Before Yesugei could draw back Vratislav slashed his axe down, and a spurt of hot blood shot from the hand as the warrior gave a squeal and fell from the walls. The warrior's sword clattered to the ground, and the boyar hurriedly passed it to Doru.
“I don't know how to swordfight!” shouted Doru as he gripped the decorated blade, his eyes large and frightened.
“Watch yourself!” cried Rudin.
Another warrior was halfway up the walls, his shield awkwardly held aloft as he swung one leg over. Doru nearly dropped his sword in terror at the sight of the man but Rudin charged forward, his spear braced firmly as he threw himself bodily at the climbing warrior. The heavy boar spear buried itself all the way up to the wings inside the hauberk, and its wearer gave a rattling gasp before Rudin pushed him and forced the dying man to fall from the battlements.
More warriors now began to climb up over the walls, plunging into the desperate push. The world began to swirl before Yesugei as it had at the White Pinch. The smells of smoke, blood, iron, and death filled his senses until it became a single smell - the smell of battle.
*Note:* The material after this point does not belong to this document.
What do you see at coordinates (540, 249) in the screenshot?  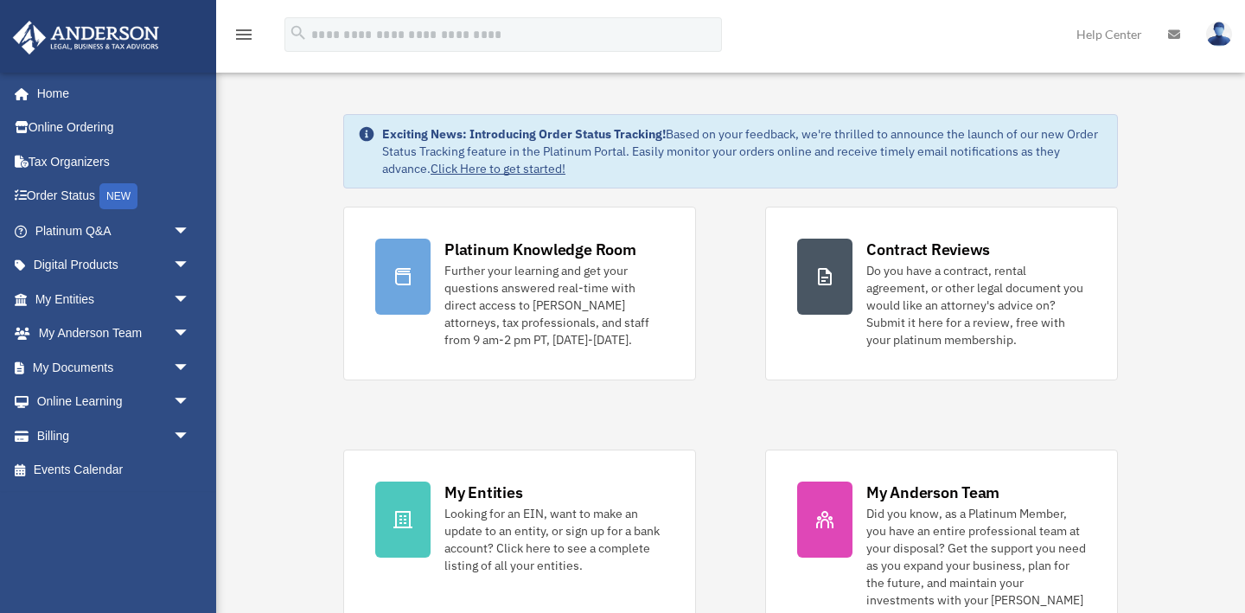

The only rhythm that anchored him was the nock-draw-loose mantra he repeated in his head as he loosed arrow after arrow at the swarm of warriors ascending the walls - soon a half-dozen of the raiders were left writhing in agony on the ground where his shots found their unprotected legs, armpits, or faces. But it was not enough to stem the armored tide.
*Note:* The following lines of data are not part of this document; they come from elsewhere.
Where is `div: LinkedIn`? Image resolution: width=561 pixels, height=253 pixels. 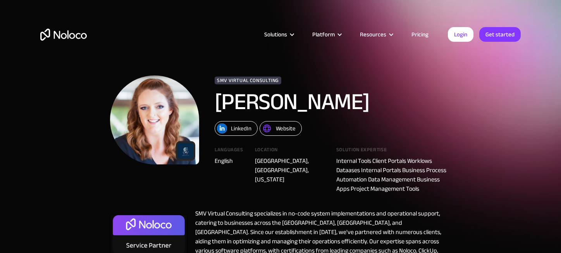 div: LinkedIn is located at coordinates (241, 129).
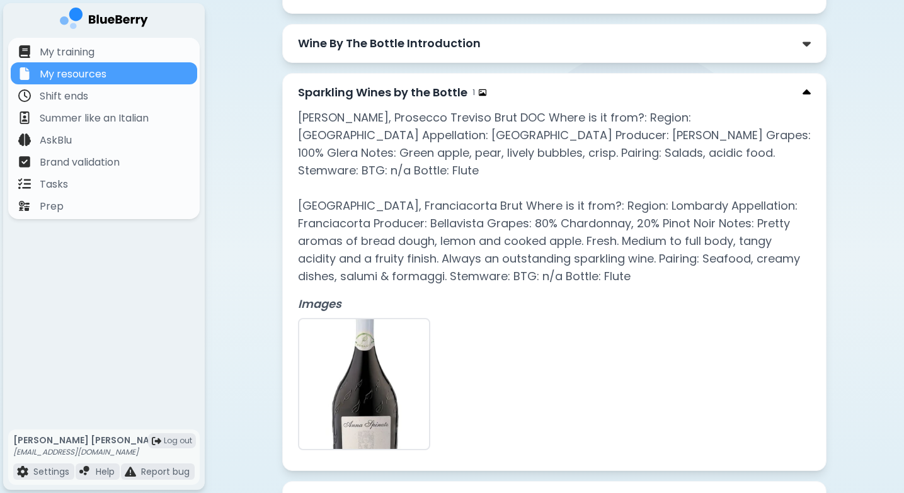  I want to click on p: Shift ends, so click(64, 96).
The rotund Marmun pulled a warrior down to the battlements by his belt, and Khavel smashed the dazed man's head with his hammer until he was left a twitching, groaning mess on the ground.
Vratislav clumsily swung his axe at another warrior's helmet, wrenching it off his head with the force of the blow. Before his foe could strike back at the boyar, Vasilisa leapt out from behind and drew her dagger across the warrior’s throat. As he fell into a limp heap, the princess snatched his sword from his failing grasp and hurriedly joined the battle before the boyar could yell at her to run.
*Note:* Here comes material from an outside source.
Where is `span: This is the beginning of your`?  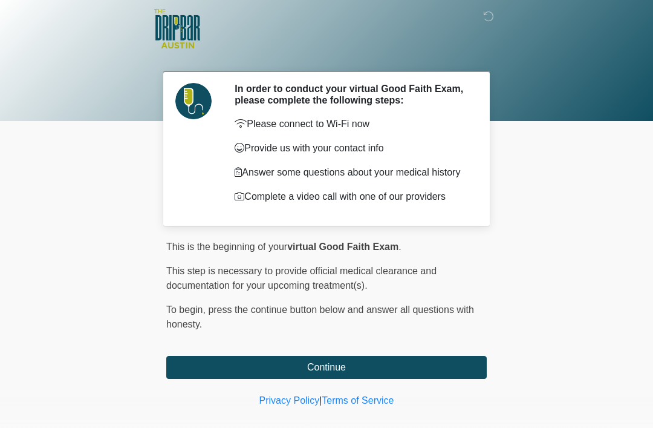
span: This is the beginning of your is located at coordinates (227, 246).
A strangled cry came from Yesugei’s side, and he turned to see Doru fall to his knees as a longaxe ripped across his chest with a spray of crimson. The axe’s wielder was the largest, stockiest man he had ever seen in his life, towering over all his other comrades who swarmed onto the walls in his wake. The man charged forwards along the battlements with a berserk scream, barrelling over the injured mason’s apprentice with his axe raised high. Rudin stood firm and thrust his spear out, but the tip scraped off the axeman’s iron chestplate. The warrior didn’t bother to stop his mad dash - he simply smashed the scrawny poacher across the face with the haft of his axe and shoved him off the battlements into the courtyard.
Only Vasilisa remained between himself and the charging warrior, and Yesugei scrambled to nock another arrow as the screaming axeman bore down upon the two of them. Their weapons clashed with a metallic screech as Vasilisa blocked the warrior’s wild overhead swing. Longaxe and sword scraped and dipped down in the clash, and then the crescent of the axe-head hooked on the hilt of Vasilisa’s sword. The blade wrenched free from her grasp with a mighty pull, and tumbled over the walls into the darkness below.
With a swift kick, Vasilisa toppled backwards as the warrior gave another loud scream and raised the axe high above his head once again to cleave her in half.
Yesugei nocked another feathered shaft, but it was too late.
The axe seemed to hang in the air for an eternity. Dark droplets of blood welled up and fell free from the blade, further staining the slick battlements crimson.
Yesugei’s breath caught in his throat. He pulled back the bowstring, but no amount of desperate hope could stop what was to come.
Too late.
The axe swung down, and the sickening crunch of steel biting into flesh and bone filled the world.